Force10 Gear - Opinions
Paul Wall
pauldotwall at gmail.com
Tue Aug 26 07:18:16 UTC 2008
On Mon, Aug 25, 2008 at 7:20 PM, Jo Rhett <jrhett at netconsonance.com> wrote:
>> http://www.eantc.de/en/test_reports_presentations/test_reports/force_10_sfm_failover_video_ftos_6211.html
>>
>>
>> http://www.eantc.com/fileadmin/eantc/downloads/test_reports/2006-2008/Cisco-Force10/EANTC_Full_Report.pdf
>>
>>
>> http://www.eantc.com/fileadmin/eantc/downloads/test_reports/2006-2008/Cisco-Force10/Section_8.pdf
>
> Did you read these?
Yes.
> They appear to be nonsense. They were bought and paid
> for by Cisco, and including nonsense things like "if you leave a slot open
> the chassis will burn up" as a decrement, which is also true in pretty much
> every big iron vendor.
Current-generation Cisco and Juniper hardware don't seem to have this problem.
I don't think the "remove one SFM and all the others go offline"
failure mode is commonplace among other vendors either.

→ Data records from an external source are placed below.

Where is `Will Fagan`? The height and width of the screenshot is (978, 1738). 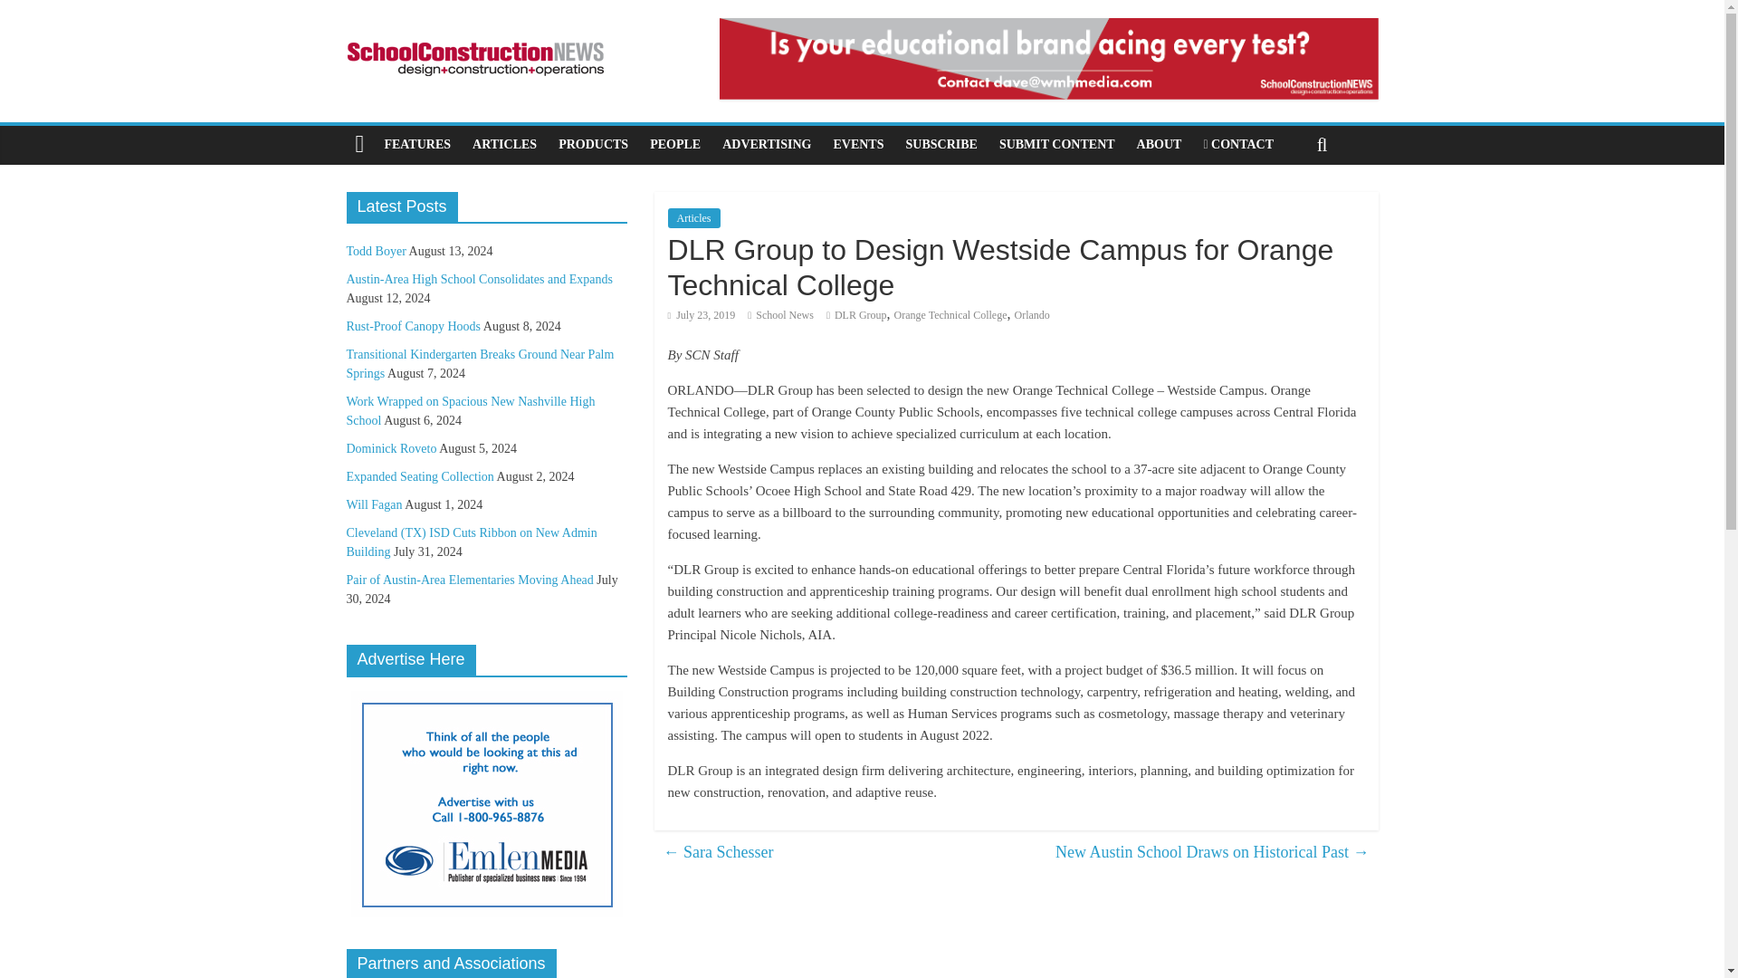 Will Fagan is located at coordinates (373, 503).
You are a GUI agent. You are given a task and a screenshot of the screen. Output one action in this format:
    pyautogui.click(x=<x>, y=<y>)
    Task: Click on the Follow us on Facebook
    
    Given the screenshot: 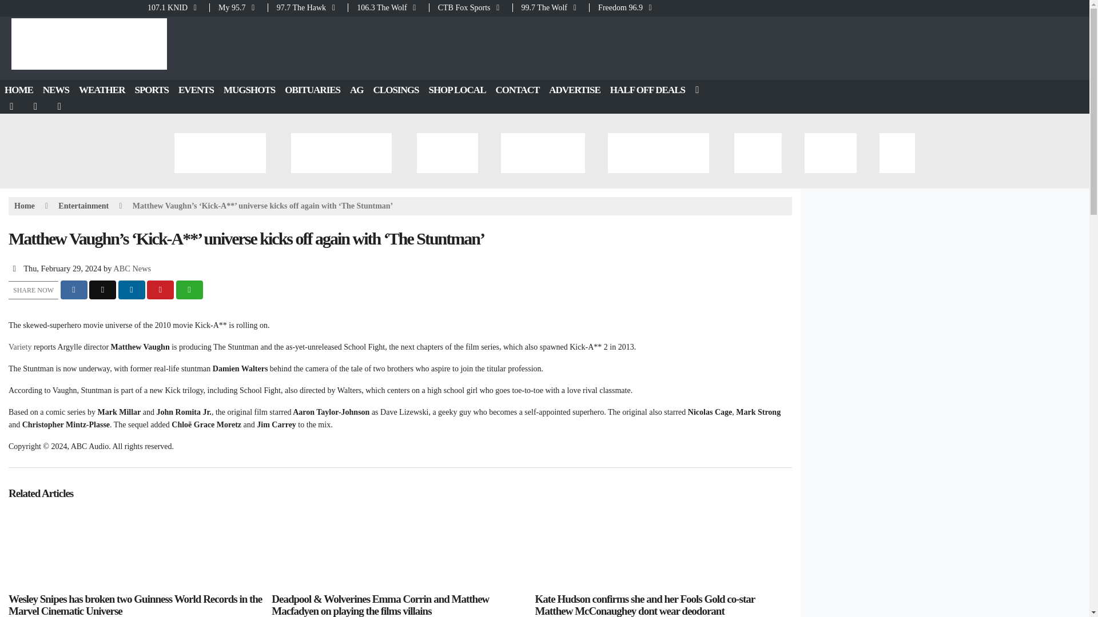 What is the action you would take?
    pyautogui.click(x=12, y=106)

> They also deliberately detuned the force10
> configuration. They re-ran the tests using the recommended configuration
> and got very different numbers -- which you can request from them, but they
> won't publish on the website.
I'd be interested in seeing this. Mind putting them up somewhere and
sharing the URL?
> Based on what? For E and C series boxes, Cisco is never cheaper. S-series
> are a different story.
I was comparing list pricing for the E-series up against Catalyst
6500, Supervisor 720-3BXL, 6700 blades with CFC... which I consider a
fair comparison.
>> As a box designed with the enterprise datacenter in mind, the E-series
>> looks to be missing several key service provider features, including
>> MPLS and advanced control plane filtering/policing.
>
>
> Ah, because Cisco does either of these in hardware?
Yes, they do, on the s720-3B and better.